Reproductive Rights in Oregon Are Now Safer From Trump (Updated)
“Oregon’s success represents a formidable and proactive resistance to Trump’s agenda to shame, bully, and punish women who decide to have an abortion.”
“Oregon’s success represents a formidable and proactive resistance to Trump’s agenda to shame, bully, and punish women who decide to have an abortion.”
Slowly but surely, states with Republican majority leadership are working toward ending women’s access to abortion—and they are looking to do it by any means necessary.
For me, the struggle for reproductive autonomy has never been separate from the struggle for justice for immigrants.
To the Editor: I couldn’t disagree more with the sentiments expressed in “Letter: Stop Tax Payer Funded Abortion” (March 20, 2017). A
More than 40 years ago, the Illinois General Assembly went along only grudgingly with the U.S. Supreme Court’s landmark ruling, in Roe v.

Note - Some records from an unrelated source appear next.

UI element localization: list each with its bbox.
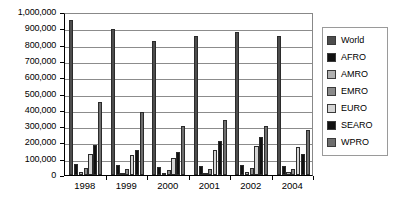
chart-legend: WorldAFROAMROEMROEUROSEAROWPRO [322, 27, 388, 156]
bar-afro-1999 [116, 165, 120, 175]
legend-item-label: EMRO [341, 87, 368, 96]
x-axis-tick-label: 1998 [64, 180, 106, 191]
y-axis: 1,000,000900,000800,000700,000600,000500… [0, 0, 60, 210]
x-axis-tick-label: 2004 [272, 180, 314, 191]
bar-searo-2001 [218, 141, 222, 175]
bar-group [273, 14, 315, 175]
bar-world-1999 [111, 29, 115, 175]
x-axis-tick-label: 1999 [106, 180, 148, 191]
bar-group [65, 14, 107, 175]
bar-wpro-1999 [140, 112, 144, 175]
y-axis-tick-label: 800,000 [25, 41, 56, 50]
bar-searo-2002 [259, 137, 263, 175]
bar-world-2000 [152, 41, 156, 175]
bar-wpro-2000 [181, 126, 185, 175]
y-axis-tick-label: 0 [51, 171, 56, 180]
bar-emro-1998 [84, 168, 88, 175]
bar-emro-1999 [125, 169, 129, 175]
plot-area [64, 13, 313, 176]
legend-swatch-icon [327, 70, 336, 79]
bar-chart: 1,000,000900,000800,000700,000600,000500… [0, 0, 394, 210]
y-axis-tick-label: 300,000 [25, 122, 56, 131]
legend-swatch-icon [327, 36, 336, 45]
bar-amro-2000 [162, 173, 166, 175]
bar-euro-2001 [213, 150, 217, 175]
bar-group [231, 14, 273, 175]
bar-wpro-2001 [223, 120, 227, 175]
legend-item-label: SEARO [341, 121, 373, 130]
x-axis-tick-mark [313, 176, 314, 180]
bar-emro-2002 [250, 168, 254, 175]
legend-item-searo[interactable]: SEARO [327, 117, 384, 134]
y-axis-tick-label: 600,000 [25, 73, 56, 82]
bar-afro-1998 [74, 164, 78, 175]
bar-emro-2001 [208, 169, 212, 175]
x-axis: 199819992000200120022004 [64, 180, 313, 198]
bar-world-1998 [69, 20, 73, 175]
bar-searo-2000 [176, 152, 180, 175]
bar-euro-1998 [88, 154, 92, 175]
legend-swatch-icon [327, 53, 336, 62]
bar-euro-2004 [296, 147, 300, 175]
bar-group [107, 14, 149, 175]
bar-searo-1999 [135, 150, 139, 175]
y-axis-tick-label: 100,000 [25, 155, 56, 164]
y-axis-tick-label: 400,000 [25, 106, 56, 115]
x-axis-tick-label: 2000 [147, 180, 189, 191]
y-axis-tick-label: 500,000 [25, 90, 56, 99]
x-axis-tick-mark [272, 176, 273, 180]
bar-afro-2001 [199, 166, 203, 175]
y-axis-tick-label: 900,000 [25, 24, 56, 33]
bar-world-2001 [194, 36, 198, 175]
bar-world-2002 [235, 32, 239, 175]
bar-afro-2000 [157, 167, 161, 175]
bar-wpro-1998 [98, 102, 102, 175]
bar-euro-2002 [254, 146, 258, 175]
bar-afro-2004 [282, 166, 286, 175]
legend-item-label: World [341, 36, 364, 45]
legend-item-world[interactable]: World [327, 32, 384, 49]
legend-item-label: AMRO [341, 70, 368, 79]
bar-amro-2004 [286, 172, 290, 175]
x-axis-tick-mark [147, 176, 148, 180]
legend-swatch-icon [327, 121, 336, 130]
legend-item-amro[interactable]: AMRO [327, 66, 384, 83]
y-axis-tick-label: 200,000 [25, 138, 56, 147]
bar-afro-2002 [240, 165, 244, 175]
legend-item-afro[interactable]: AFRO [327, 49, 384, 66]
y-axis-tick-mark [60, 176, 64, 177]
y-axis-tick-label: 1,000,000 [18, 8, 56, 17]
legend-item-label: AFRO [341, 53, 366, 62]
bar-world-2004 [277, 36, 281, 175]
bar-emro-2000 [167, 170, 171, 175]
bar-searo-1998 [93, 145, 97, 175]
x-axis-tick-label: 2001 [189, 180, 231, 191]
legend-swatch-icon [327, 138, 336, 147]
bar-wpro-2004 [306, 130, 310, 175]
bar-euro-1999 [130, 155, 134, 175]
x-axis-tick-label: 2002 [230, 180, 272, 191]
x-axis-tick-mark [106, 176, 107, 180]
bar-group [190, 14, 232, 175]
legend-item-euro[interactable]: EURO [327, 100, 384, 117]
x-axis-tick-mark [230, 176, 231, 180]
bar-amro-1998 [79, 172, 83, 175]
bar-euro-2000 [171, 158, 175, 175]
y-axis-tick-label: 700,000 [25, 57, 56, 66]
bar-amro-1999 [120, 173, 124, 175]
bar-amro-2001 [203, 173, 207, 175]
bar-wpro-2002 [264, 126, 268, 175]
bar-emro-2004 [291, 169, 295, 175]
x-axis-tick-mark [189, 176, 190, 180]
legend-item-emro[interactable]: EMRO [327, 83, 384, 100]
legend-item-wpro[interactable]: WPRO [327, 134, 384, 151]
bar-group [148, 14, 190, 175]
bar-amro-2002 [245, 172, 249, 175]
legend-swatch-icon [327, 87, 336, 96]
legend-swatch-icon [327, 104, 336, 113]
legend-item-label: WPRO [341, 138, 369, 147]
bar-searo-2004 [301, 154, 305, 175]
legend-item-label: EURO [341, 104, 367, 113]
bars-layer [65, 14, 312, 175]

Wade, that states cannot ban all abortions.
Oregon lawmakers, anticipating federal abortion restrictions and health-care cuts, considered a proposed law Wednesday that would ban interference in terminating a pregnancy, and would ensure full reproductive health care coverage.
Abortion access just became more difficult for women living in West Virginia—as of January 17, there is only one abortion clinic left in the entire state.
An effort to prohibit coverage of abortion by many health insurance plans in Texas is back, despite stalling in previous years.
In response to President Donald Trump, who previously said he would like to see some kind of “punishment” for women who receive abortions, Illinois House of Representatives Democrats are sponsoring legislation to protect women’s access to safe, legal abortion services.
Oregon joins others states, such as Minnesota, Colorado, Massachusetts, and New York, where Democratic lawmakers are advancing bills to make insurance coverage of free contraception mandatory.